Friday, February 13, 2009

Fairyland

Fairyland is an Arthur C. Clarke Award-winning novel by Paul McAuley. I enjoyed my recent read of his Four Hundred Billion Stars. This book is much different but just as enjoyable.

from the back of the book:
Before he met the brilliant, hypnotic child Milena, Alex Sharkey had never played with "dolls" - blue-skinned, gengineered lifeforms designed for work, amusement, or destruction. But the underground gene-hacker is seduced by a megalomaniacal little girl's dream of providing the soulless genetic constructs with free thought and a future - and he unwittingly unleashes a plague of madness on the world. Now there's a void in his life and memory that must be refilled, but it means pursuing the dangerous sentient species he helped sire from the ruins of a Magic Kingdom through a wasted Europe. It is Alex Sharkey's last chance - and the last hope remaining for a once-dominant human race.

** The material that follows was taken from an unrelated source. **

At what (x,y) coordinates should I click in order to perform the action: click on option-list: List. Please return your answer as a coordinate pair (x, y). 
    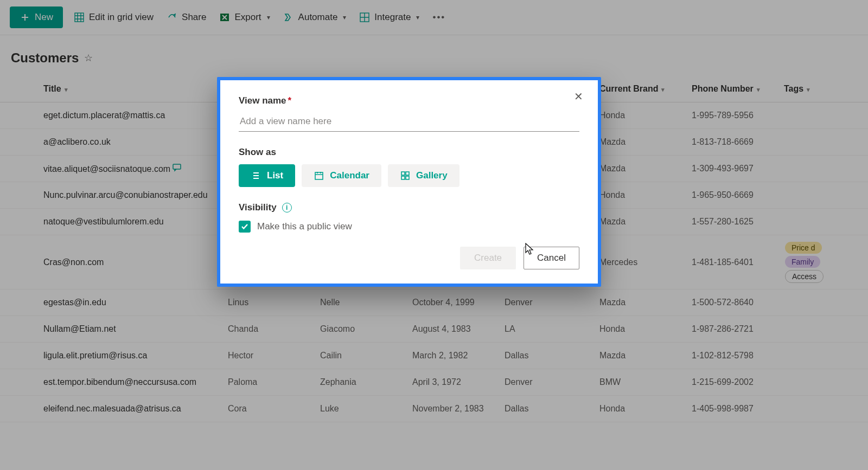
    Looking at the image, I should click on (267, 176).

The SFSite review says it "dazzles" and
It is a story propelled at its best moments by ideas, and yet it doesn't neglect to present characters who are, more often than not, individual and unpredictable, and so it helps break down the supposed barriers between the novel of ideas and the novel of psychology in the same way that it breaks down the more intractable barriers between hard science fiction and high fantasy.

SciFi.com calls it "an intense, dense and enthralling read" and "an amazing book -- full of exciting ideas that are plausibly extrapolated and told in a thrilling and powerful narrative voice."